Supplementary reading:- Jeffrey Morton, A double bicategory of cobordisms with corners.
- Stefan Stolz and Peter Teichner, What is an elliptic object? Section 4.2: the bicategory of conformal 0-, 1- and 2-manifolds.
Last week’s notes are here; next week’s notes are here.
The newest of these examples deserve a bit of advertisement.
Not enough people seem to have realized that Jeffrey Morton’s paper solves a tough problem in an elegant way. For work on extended topological quantum field theories, we really want a (weak) 2-category with
- compact -manifolds as objects,
- -dimensional cobordisms between these as morphisms,
- and -dimensional cobordisms between those as 2-morphisms.
It’s an intuitive idea, but actually getting your hands on this 2-category seems annoyingly tricky. Jeffrey does it in an elegant by first building a bigger structure — a ‘double bicategory’ in the sense of Dominic Verity — and then finding the desired 2-category inside there. In fact, the double bicategory may ultimately be more useful than the 2-category, as I sketched in week242.
(In fact, there’s an important picture in this week’s notes that doesn’t really live in the 2-category I was describing — only in the double bicategory.

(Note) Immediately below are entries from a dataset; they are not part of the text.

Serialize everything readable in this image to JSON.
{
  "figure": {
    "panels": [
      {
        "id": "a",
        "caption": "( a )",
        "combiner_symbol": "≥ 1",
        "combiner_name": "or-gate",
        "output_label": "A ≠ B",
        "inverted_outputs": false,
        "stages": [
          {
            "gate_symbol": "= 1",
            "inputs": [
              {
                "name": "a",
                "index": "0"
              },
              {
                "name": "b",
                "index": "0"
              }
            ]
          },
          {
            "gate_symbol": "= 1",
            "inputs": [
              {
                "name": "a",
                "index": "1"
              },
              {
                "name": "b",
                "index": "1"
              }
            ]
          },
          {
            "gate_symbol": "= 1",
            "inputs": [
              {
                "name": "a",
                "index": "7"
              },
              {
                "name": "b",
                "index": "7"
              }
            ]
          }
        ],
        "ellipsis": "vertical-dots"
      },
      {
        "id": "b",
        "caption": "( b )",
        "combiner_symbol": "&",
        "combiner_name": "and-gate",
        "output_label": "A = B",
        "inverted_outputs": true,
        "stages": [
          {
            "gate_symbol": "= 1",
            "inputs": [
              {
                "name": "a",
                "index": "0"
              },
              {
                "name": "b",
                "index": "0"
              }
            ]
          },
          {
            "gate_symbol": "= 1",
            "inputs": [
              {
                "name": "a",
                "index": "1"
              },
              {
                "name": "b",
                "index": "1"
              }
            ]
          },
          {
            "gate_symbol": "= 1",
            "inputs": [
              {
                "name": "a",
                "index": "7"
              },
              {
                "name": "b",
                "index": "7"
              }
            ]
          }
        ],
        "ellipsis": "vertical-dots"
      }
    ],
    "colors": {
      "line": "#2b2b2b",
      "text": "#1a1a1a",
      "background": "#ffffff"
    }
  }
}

As an exercise, try to spot it!)
In string theory we’d like some sort of 2-category like the above one for , where the 2-morphisms are ‘string worldsheets’. But, to get this to work we really need the string worldsheets to be equipped with complex-analytic structures. The closest thing I know to a full treatment is section 4.2 in the paper by Stolz and Teichner cited above. Does anyone know a reference with more details? There are a lot annoyingly tricky issues.
Re: Classical vs Quantum Computation (Week 11)
We did talk about this way back here. Is there progress on understanding this better?